In this paper we are trying to answer the following question: how can we use the available professor's time on those activities that provide more value to the students? Grading is necessary to provide feedback to the student, but as the class size increases, the further we are from a one-to-one tutoring strategy. Regarding professor time as a valuable resource, we can grade students in an efficient way by using multiple choice exercises, or online forms, although these methodologies have other drawbacks, such as possible ambiguity in the student’s interpretation of the question. Moreover, higher-order reasoning or even problem-solving and skills are difficult to assess using multiple choice, although some faculty still attempt to evaluate these skills through multiple-choice tests. However, how can we grade students regarding their oral competence? Or how do we grade students on critical thinking? As a step towards addressing these questions, this paper presents an experience in which a peer-grading approach is compared to professor-grading.

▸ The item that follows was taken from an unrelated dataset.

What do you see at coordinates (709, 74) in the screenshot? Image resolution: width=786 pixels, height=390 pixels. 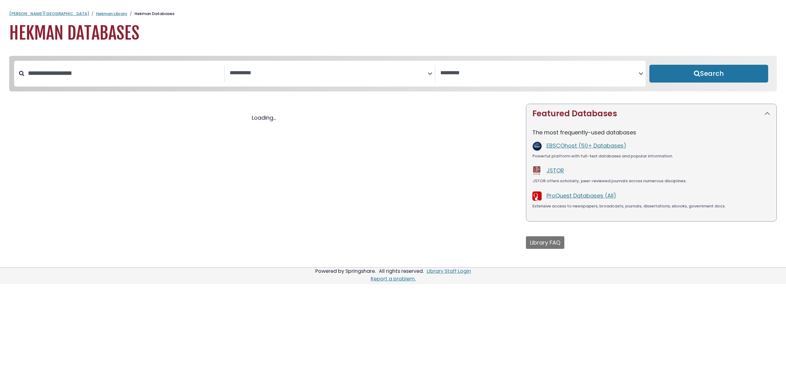 I see `button: Submit for Search Results` at bounding box center [709, 74].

A central idea of this approach is that grading their peers becomes another learning activity for the students, and they actually learn from the experience. We will show that a very clear rubric, which eliminates ambiguity, is a must to obtain reliable scoring of oral presentations, especially if they are analytic and complemented with exemplars. Moreover, it turns out that peer grading is not only a remarkable strategy for providing reproducible grades, but also rubrics make criteria explicit, which also facilitates feedback and student self-assessment.

Our experience has only been tried in a small class in the fifth year of Computer Engineering, but this already shows a trend that we plan to scale for larger groups. Finally, we show that if students are provided with a comprehensive rubric, there is a strong correlation between student assigned grades and instructor assigned grades.